Tottenham Hotspur are closing in on a new long-term contract with goalkeeper Antonin Kinsky, with negotiations centered on a five-year renewal that includes an option to extend through 2032. The move would cement the 22-year-old Czech international as the club’s first-choice goalkeeper for the better part of the next decade.
Kinsky already has a contract. He signed a 6.5-year deal when he arrived from Slavia Prague for an estimated £12.5 million on January 5, 2025, binding him to the club through 2030/31. Spurs wanting to rip that up and hand him improved terms after barely 18 months tells you everything about how quickly he’s established himself in north London.
From January signing to franchise goalkeeper
Kinsky made his debut just three days after signing, on January 8, 2025, and promptly kept a clean sheet in a victory over Liverpool in the EFL Cup.
Across the 2025-26 season, Kinsky has featured in 13 Premier League matches, recording three clean sheets. His current salary sits at an average of $1.56 million annually. The new deal would presumably bring a significant pay bump to reflect his elevated status within the squad.

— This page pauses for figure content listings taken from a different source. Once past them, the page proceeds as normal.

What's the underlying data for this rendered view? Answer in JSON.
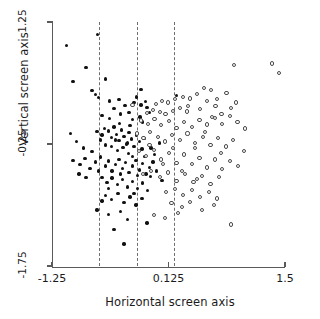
{
  "chart_data": {
    "type": "scatter",
    "title": "",
    "xlabel": "Horizontal screen axis",
    "ylabel": "Vertical screen axis",
    "xlim": [
      -1.25,
      1.5
    ],
    "ylim": [
      -1.75,
      1.25
    ],
    "xticks": [
      -1.25,
      0.125,
      1.5
    ],
    "xticklabels": [
      "-1.25",
      "0.125",
      "1.5"
    ],
    "yticks": [
      1.25,
      -0.25,
      -1.75
    ],
    "yticklabels": [
      "1.25",
      "-0.25",
      "-1.75"
    ],
    "grid": false,
    "legend": "none",
    "annotations": {
      "vertical_reference_lines": {
        "style": "dashed",
        "color": "#6e6e6e",
        "x": [
          -0.7,
          -0.25,
          0.19
        ]
      }
    },
    "series": [
      {
        "name": "Group 1",
        "marker": "filled-circle",
        "color": "#111111",
        "points": [
          [
            -0.71,
            1.1
          ],
          [
            -1.08,
            0.96
          ],
          [
            -0.85,
            0.69
          ],
          [
            -1.0,
            0.52
          ],
          [
            -0.62,
            0.55
          ],
          [
            -0.78,
            0.41
          ],
          [
            -0.74,
            0.36
          ],
          [
            -0.7,
            0.32
          ],
          [
            -0.57,
            0.28
          ],
          [
            -0.46,
            0.3
          ],
          [
            -0.52,
            0.19
          ],
          [
            -0.39,
            0.22
          ],
          [
            -0.28,
            0.26
          ],
          [
            -0.2,
            0.23
          ],
          [
            -0.15,
            0.27
          ],
          [
            -0.13,
            0.2
          ],
          [
            -0.66,
            0.1
          ],
          [
            -0.57,
            0.06
          ],
          [
            -0.44,
            0.12
          ],
          [
            -0.3,
            0.05
          ],
          [
            -0.21,
            0.08
          ],
          [
            -0.18,
            0.02
          ],
          [
            -0.1,
            0.14
          ],
          [
            0.22,
            0.35
          ],
          [
            -1.03,
            -0.12
          ],
          [
            -0.96,
            -0.22
          ],
          [
            -0.72,
            -0.1
          ],
          [
            -0.66,
            -0.14
          ],
          [
            -0.63,
            -0.06
          ],
          [
            -0.58,
            -0.09
          ],
          [
            -0.55,
            -0.17
          ],
          [
            -0.52,
            -0.04
          ],
          [
            -0.49,
            -0.13
          ],
          [
            -0.46,
            -0.21
          ],
          [
            -0.43,
            -0.08
          ],
          [
            -0.4,
            -0.16
          ],
          [
            -0.37,
            -0.25
          ],
          [
            -0.34,
            -0.11
          ],
          [
            -0.31,
            -0.19
          ],
          [
            -0.28,
            -0.28
          ],
          [
            -0.25,
            -0.14
          ],
          [
            -0.22,
            -0.22
          ],
          [
            -0.19,
            -0.31
          ],
          [
            -0.16,
            -0.18
          ],
          [
            -0.55,
            -0.28
          ],
          [
            -0.48,
            -0.33
          ],
          [
            -0.41,
            -0.29
          ],
          [
            -0.35,
            -0.37
          ],
          [
            -1.0,
            -0.45
          ],
          [
            -0.92,
            -0.5
          ],
          [
            -0.86,
            -0.43
          ],
          [
            -0.8,
            -0.55
          ],
          [
            -0.74,
            -0.47
          ],
          [
            -0.68,
            -0.41
          ],
          [
            -0.62,
            -0.52
          ],
          [
            -0.58,
            -0.46
          ],
          [
            -0.54,
            -0.58
          ],
          [
            -0.5,
            -0.5
          ],
          [
            -0.46,
            -0.44
          ],
          [
            -0.42,
            -0.55
          ],
          [
            -0.38,
            -0.48
          ],
          [
            -0.34,
            -0.6
          ],
          [
            -0.3,
            -0.52
          ],
          [
            -0.26,
            -0.45
          ],
          [
            -0.22,
            -0.57
          ],
          [
            -0.18,
            -0.49
          ],
          [
            -0.14,
            -0.62
          ],
          [
            -0.1,
            -0.54
          ],
          [
            -0.06,
            -0.47
          ],
          [
            -0.66,
            -0.66
          ],
          [
            -0.6,
            -0.72
          ],
          [
            -0.54,
            -0.67
          ],
          [
            -0.48,
            -0.75
          ],
          [
            -0.42,
            -0.69
          ],
          [
            -0.36,
            -0.78
          ],
          [
            -0.3,
            -0.71
          ],
          [
            -0.24,
            -0.8
          ],
          [
            -0.18,
            -0.73
          ],
          [
            -0.12,
            -0.82
          ],
          [
            -0.62,
            -0.88
          ],
          [
            -0.55,
            -0.93
          ],
          [
            -0.47,
            -0.86
          ],
          [
            -0.4,
            -0.97
          ],
          [
            -0.33,
            -0.9
          ],
          [
            -0.26,
            -1.0
          ],
          [
            -0.19,
            -0.92
          ],
          [
            -0.72,
            -1.06
          ],
          [
            -0.58,
            -1.12
          ],
          [
            -0.44,
            -1.08
          ],
          [
            -0.36,
            -1.18
          ],
          [
            -0.52,
            -1.3
          ],
          [
            -0.4,
            -1.48
          ],
          [
            -0.13,
            -1.22
          ],
          [
            -0.78,
            -0.34
          ],
          [
            -0.88,
            -0.3
          ],
          [
            -0.93,
            -0.62
          ],
          [
            -0.85,
            -0.66
          ],
          [
            -0.68,
            -0.2
          ],
          [
            -0.45,
            0.0
          ],
          [
            -0.33,
            -0.02
          ],
          [
            -0.25,
            0.33
          ],
          [
            -0.08,
            -0.3
          ],
          [
            -0.04,
            -0.38
          ],
          [
            0.02,
            -0.24
          ],
          [
            -0.09,
            -0.65
          ],
          [
            -0.02,
            -0.58
          ],
          [
            0.05,
            -0.7
          ],
          [
            -0.3,
            -0.4
          ],
          [
            -0.24,
            -0.64
          ],
          [
            -0.16,
            -0.4
          ],
          [
            -0.62,
            -0.26
          ],
          [
            -0.7,
            -0.58
          ],
          [
            -0.5,
            -0.2
          ],
          [
            -0.44,
            -0.62
          ],
          [
            -0.58,
            -0.8
          ],
          [
            -0.36,
            -0.24
          ],
          [
            -0.28,
            -0.86
          ],
          [
            -0.66,
            -0.95
          ],
          [
            -0.2,
            0.42
          ],
          [
            -0.34,
            0.14
          ]
        ]
      },
      {
        "name": "Group 2",
        "marker": "open-circle",
        "color": "#4a4a4a",
        "points": [
          [
            0.9,
            0.72
          ],
          [
            1.35,
            0.74
          ],
          [
            1.43,
            0.62
          ],
          [
            0.63,
            0.41
          ],
          [
            0.81,
            0.38
          ],
          [
            0.2,
            0.3
          ],
          [
            0.3,
            0.33
          ],
          [
            0.38,
            0.31
          ],
          [
            0.12,
            0.26
          ],
          [
            0.05,
            0.28
          ],
          [
            -0.02,
            0.24
          ],
          [
            -0.3,
            0.23
          ],
          [
            0.46,
            0.36
          ],
          [
            0.58,
            0.28
          ],
          [
            0.26,
            0.19
          ],
          [
            0.18,
            0.16
          ],
          [
            0.09,
            0.12
          ],
          [
            -0.06,
            0.17
          ],
          [
            -0.13,
            0.13
          ],
          [
            0.34,
            0.15
          ],
          [
            0.5,
            0.18
          ],
          [
            0.68,
            0.22
          ],
          [
            0.75,
            0.12
          ],
          [
            0.86,
            0.19
          ],
          [
            -0.2,
            0.04
          ],
          [
            -0.12,
            0.0
          ],
          [
            -0.04,
            0.06
          ],
          [
            0.04,
            -0.02
          ],
          [
            0.13,
            0.03
          ],
          [
            0.22,
            -0.05
          ],
          [
            0.31,
            0.02
          ],
          [
            0.4,
            -0.04
          ],
          [
            0.49,
            0.05
          ],
          [
            0.58,
            -0.01
          ],
          [
            0.67,
            0.07
          ],
          [
            0.76,
            0.0
          ],
          [
            0.85,
            0.09
          ],
          [
            0.94,
            0.02
          ],
          [
            1.03,
            -0.06
          ],
          [
            -0.25,
            -0.12
          ],
          [
            -0.17,
            -0.18
          ],
          [
            -0.09,
            -0.1
          ],
          [
            0.0,
            -0.16
          ],
          [
            0.08,
            -0.22
          ],
          [
            0.17,
            -0.14
          ],
          [
            0.26,
            -0.2
          ],
          [
            0.35,
            -0.12
          ],
          [
            0.44,
            -0.24
          ],
          [
            0.53,
            -0.16
          ],
          [
            0.62,
            -0.26
          ],
          [
            0.71,
            -0.18
          ],
          [
            0.8,
            -0.28
          ],
          [
            0.89,
            -0.2
          ],
          [
            -0.22,
            -0.34
          ],
          [
            -0.14,
            -0.4
          ],
          [
            -0.05,
            -0.32
          ],
          [
            0.04,
            -0.44
          ],
          [
            0.13,
            -0.36
          ],
          [
            0.22,
            -0.48
          ],
          [
            0.31,
            -0.38
          ],
          [
            0.4,
            -0.5
          ],
          [
            0.49,
            -0.42
          ],
          [
            0.58,
            -0.54
          ],
          [
            0.67,
            -0.44
          ],
          [
            0.76,
            -0.56
          ],
          [
            0.85,
            -0.46
          ],
          [
            -0.18,
            -0.62
          ],
          [
            -0.08,
            -0.58
          ],
          [
            0.02,
            -0.66
          ],
          [
            0.12,
            -0.6
          ],
          [
            0.22,
            -0.7
          ],
          [
            0.32,
            -0.62
          ],
          [
            0.42,
            -0.72
          ],
          [
            0.52,
            -0.64
          ],
          [
            0.62,
            -0.74
          ],
          [
            0.72,
            -0.66
          ],
          [
            0.1,
            -0.84
          ],
          [
            0.2,
            -0.8
          ],
          [
            0.3,
            -0.88
          ],
          [
            0.4,
            -0.82
          ],
          [
            0.5,
            -0.9
          ],
          [
            0.6,
            -0.84
          ],
          [
            0.7,
            -0.92
          ],
          [
            0.16,
            -0.98
          ],
          [
            0.28,
            -1.02
          ],
          [
            0.38,
            -0.96
          ],
          [
            0.52,
            -1.06
          ],
          [
            0.66,
            -1.0
          ],
          [
            -0.05,
            -1.12
          ],
          [
            0.08,
            -1.16
          ],
          [
            0.24,
            -1.1
          ],
          [
            0.86,
            -1.24
          ],
          [
            0.95,
            -0.52
          ],
          [
            1.02,
            -0.34
          ],
          [
            0.64,
            0.08
          ],
          [
            0.54,
            0.44
          ],
          [
            -0.1,
            -0.26
          ],
          [
            0.02,
            0.14
          ],
          [
            0.18,
            -0.3
          ],
          [
            0.46,
            -0.68
          ],
          [
            0.36,
            0.22
          ],
          [
            0.74,
            -0.36
          ],
          [
            0.28,
            -0.58
          ],
          [
            0.06,
            -0.5
          ],
          [
            0.44,
            -0.3
          ],
          [
            0.56,
            -0.1
          ],
          [
            0.7,
            0.3
          ],
          [
            0.92,
            0.26
          ]
        ]
      }
    ]
  }
}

Contract talks reportedly began on June 24, 2026, with the explicit goal of establishing Kinsky as the long-term No. 1.
The Vicario question
Tottenham’s urgency to tie down Kinsky doesn’t exist in a vacuum. There’s been uncertainty surrounding the future of Guglielmo Vicario, the Italian goalkeeper who was the club’s established starter before Kinsky’s arrival disrupted the pecking order.
The structure of the proposed deal, a five-year renewal with an extension option to 2032, also serves a practical purpose beyond just keeping the player happy. Long contracts protect a club’s investment. If Kinsky continues to develop and some bigger fish comes calling, Tottenham would be negotiating from a position of enormous leverage.
What this means for the broader picture
For a club that paid £12.5 million for Kinsky, the math works out favorably. Premier League goalkeepers of proven quality now routinely command fees north of £30 million. Locking Kinsky in on improved but still team-friendly wages protects that value asymmetry.
The timing also coincides with Tottenham’s expanding footprint in digital assets and modern revenue streams. The club maintains partnerships in the crypto space, including the $SPURS fan token, which reflects a broader strategy to diversify income beyond traditional matchday and broadcast revenue.
The risk is that Kinsky’s development plateaus or regresses. Thirteen Premier League appearances with three clean sheets is promising but hardly a definitive sample size. Committing to a deal that could stretch through 2032 is a bet on potential as much as proven performance.
That said, Kinsky is still just 22. Goalkeepers typically don’t peak until their late twenties or early thirties, which means Spurs could be getting his best years at a fraction of what those years would cost on the open market.